It seems like too complex a design to me. There are too many points of failure in a 30+ engine cluster. The 30 engines in the soviet N1 did not work out so well for them.
It's not the number of engines. Falcon Heavy uses 27 engines, and has flown 5 times with no problems. And the 6th launch is scheduled for this Friday.
N-1 failed for the most part, for being "built on the cheap", with little to zero testing. It never had ground vibration testing as Saturn-V and shuttle had. It never test fired a stage, the first time 30 engines ignited was for liftoff. It used a never-tested guidance control method of temporarily shutting down a few engines on one side to cause a thrust imbalance to steer it (Russia never tried that method again). And that was part of why flight #1 failed, during launch the system shut down a good engine, and then shut down all but one engine, IIRC. Also, it had no rocket thrust for correcting roll (all engines were fixed).
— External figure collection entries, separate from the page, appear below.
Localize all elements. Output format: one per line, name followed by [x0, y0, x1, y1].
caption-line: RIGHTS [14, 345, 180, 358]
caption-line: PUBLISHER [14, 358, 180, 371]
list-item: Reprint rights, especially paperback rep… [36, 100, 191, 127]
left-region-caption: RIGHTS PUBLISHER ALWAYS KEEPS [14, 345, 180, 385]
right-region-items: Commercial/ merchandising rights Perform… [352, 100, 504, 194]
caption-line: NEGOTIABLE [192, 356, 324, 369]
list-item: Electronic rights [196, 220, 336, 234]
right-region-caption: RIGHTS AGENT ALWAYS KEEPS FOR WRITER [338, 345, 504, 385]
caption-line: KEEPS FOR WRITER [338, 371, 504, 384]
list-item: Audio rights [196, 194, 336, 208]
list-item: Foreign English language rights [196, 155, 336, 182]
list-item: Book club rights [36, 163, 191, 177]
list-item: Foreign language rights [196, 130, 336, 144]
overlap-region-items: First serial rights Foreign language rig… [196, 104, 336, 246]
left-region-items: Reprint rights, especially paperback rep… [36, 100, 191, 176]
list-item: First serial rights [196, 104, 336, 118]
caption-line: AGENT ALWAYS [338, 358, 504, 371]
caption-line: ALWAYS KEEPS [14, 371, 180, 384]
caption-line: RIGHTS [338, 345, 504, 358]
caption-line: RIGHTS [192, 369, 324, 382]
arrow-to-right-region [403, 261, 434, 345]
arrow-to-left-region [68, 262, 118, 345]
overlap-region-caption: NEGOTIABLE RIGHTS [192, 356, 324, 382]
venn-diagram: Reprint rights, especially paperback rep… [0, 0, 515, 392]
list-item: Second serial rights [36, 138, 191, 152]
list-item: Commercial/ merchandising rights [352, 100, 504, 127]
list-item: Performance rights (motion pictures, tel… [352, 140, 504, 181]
The 3rd or 4th flight, it was close to staging, when it began to roll out of control and broke apart.
For Starship, it is looking like a massive oversight in not giving its launcher flame tranches, or not simply building the pad legs to be much taller, with a center set of deflectors (think of a 6 sided pyramid, maybe curved to the sharp at the tip and curving outwards towards the base). If indeed that is a problem, they are going to have a hell of a time "fixing" that. And possibly might have to build a new pad. Or, maybe they temporarily live with what the have to get in that first launch using the flawed pad, but start work on a better pad.
There is a StarShip pad being bult at KSC at 39A. I've not kept track, and it is way harder for the public to get pics of it (unlike Boca Chica with the public road running right past, and freedom of the skies to get aerial photos as it is not a military-cntrolled facility). So I wonder if they are building a copy of the Boca Chica pad, or trying to address these problems with major improvements.
Meanwhile, I'll take the StarShip orbital launch date more seriosuly when a few major space groups I trust (not run by fanbois), indicate it really, really, really, is expected to fly say a month later (then I'll double that timeframe). Much as I lived thru (and learned) with the serial chants of "6 months, 6 months, 6 months" for years, waiting for Falcon Heavy.